Second, supporters of affirmative action claim specific minorities — originally blacks, but now it has been extended to groups including women, Latinos and Native Americans, are not capable of success without the government’s help.
As a public, we state that some minorities will remain in poverty unless the benevolent, privileged class reaches down and scoops them out of the mire. This is an insult to these minorities and to humanity in general. Did former slave George Washington Carver become a great scientist because of racial preferences? Was Jackie Robinson accepted to UCLA because of quotas, and did he become a great baseball player because of political pressure on Major League Baseball? Certainly not. These great Americans lived in racially tense times, and yet it would insult their work-ethic, achievements and character to say that they owed their successes to some legislator who righteously opened the road to fame for them.
These two factors, assumed racism and incapability, lead to resentment among those excluded from affirmative action, and give people justification to doubt the abilities of minorities. It reinforces stereotypes and thus, has led to reverse racism.
So then, has affirmative action worked?

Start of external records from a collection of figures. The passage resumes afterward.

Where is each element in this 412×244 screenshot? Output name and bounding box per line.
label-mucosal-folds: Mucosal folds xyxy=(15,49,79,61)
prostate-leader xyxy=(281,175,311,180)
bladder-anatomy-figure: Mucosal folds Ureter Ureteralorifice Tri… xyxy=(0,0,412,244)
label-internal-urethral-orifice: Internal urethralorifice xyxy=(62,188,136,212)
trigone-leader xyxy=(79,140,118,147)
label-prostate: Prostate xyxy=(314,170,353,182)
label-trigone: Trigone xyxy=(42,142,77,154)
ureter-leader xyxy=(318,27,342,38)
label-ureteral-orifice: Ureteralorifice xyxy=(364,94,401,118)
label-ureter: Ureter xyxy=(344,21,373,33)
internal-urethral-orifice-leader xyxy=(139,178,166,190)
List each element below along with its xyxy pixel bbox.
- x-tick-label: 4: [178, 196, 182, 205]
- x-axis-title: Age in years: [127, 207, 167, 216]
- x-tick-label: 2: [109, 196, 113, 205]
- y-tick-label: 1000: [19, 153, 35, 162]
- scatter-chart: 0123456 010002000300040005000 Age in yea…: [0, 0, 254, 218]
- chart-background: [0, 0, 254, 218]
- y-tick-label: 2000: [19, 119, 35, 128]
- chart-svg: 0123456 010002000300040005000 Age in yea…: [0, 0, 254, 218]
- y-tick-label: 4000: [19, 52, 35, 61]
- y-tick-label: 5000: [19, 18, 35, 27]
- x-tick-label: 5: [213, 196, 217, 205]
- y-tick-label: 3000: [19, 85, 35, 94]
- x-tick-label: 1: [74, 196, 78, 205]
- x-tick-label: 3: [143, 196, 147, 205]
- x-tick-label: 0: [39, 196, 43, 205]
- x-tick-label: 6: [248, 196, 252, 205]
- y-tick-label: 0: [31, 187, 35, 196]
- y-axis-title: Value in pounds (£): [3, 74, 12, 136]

After 40 years there should be at least some upward mobility in the socio-economic arena and some advancement in the realm of academia and education. And yet, it appears that affirmative action has led to an entitlement attitude and has put minorities, especially blacks, in a worse positions.
According to Walter Williams, a black economist at George Mason University, “nationally there’s over a 200 SAT score gap between blacks and Hispanics on the one hand, and whites and Asians on the other.”

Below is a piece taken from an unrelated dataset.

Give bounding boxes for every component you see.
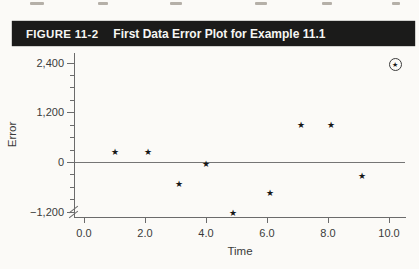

Asians are a minority group disadvantaged by affirmative action because they are expected to perform well in school and on standardized tests, and yet Asians as a group have also suffered severe racism, outperforms the minorities supposedly being helped by affirmative action.
High-school education for blacks looks even worse with case studies like in Washington D.C., where more than 50 percent of the students from 12 of its 19 schools test below average in math and have similarly poor levels in reading. The plight of these minorities toughens when they receive preference to enter an academic institution they are not academically prepared to attend. Is it any wonder then that only 46 percent of blacks complete college in six years, compared to 67 percent of white students according to an Education Trust report?
With regard to economic development caused by affirmative action, Thomas Sowell, a black economist from the Hoover Institute, has noted that blacks have risen at a slower rate than they were during the 1940s and 1950s. He has also brought to light that “the rise of blacks into professional and similar occupations was faster in the five years preceding the passage of the Civil Rights Act of 1964 than in the five years following its passage.”
Social advancement also declined after the 1950s. Dinesh D’Souza, a political writer of East Indian decent, rejects slavery as the destructive force against the current black family, and instead mentions the 70 percent illegitimacy rate of black children. From 1900 to 1960 the rate hovered at 20 percent, but since then it has more than tripled.
Even Bill Cosby is on the road now, speaking to black communities about pulling themselves up by the bootstraps. Among other things, Cosby addresses “a pathological culture that has emerged among many blacks referring to one another as “niggers” and music that refers to black women as “bitches” and “whores.”
Clearly, affirmative action has not worked. It seems that, as the reason for affirmative action, blacks would have at least stayed at the educational, economical and social levels of the 1960s, instead of the degenerating. Affirmative action has failed, and perhaps now people will want a truly colorblind America. Not one where we are judged by the color of our skin, but by the content of our character.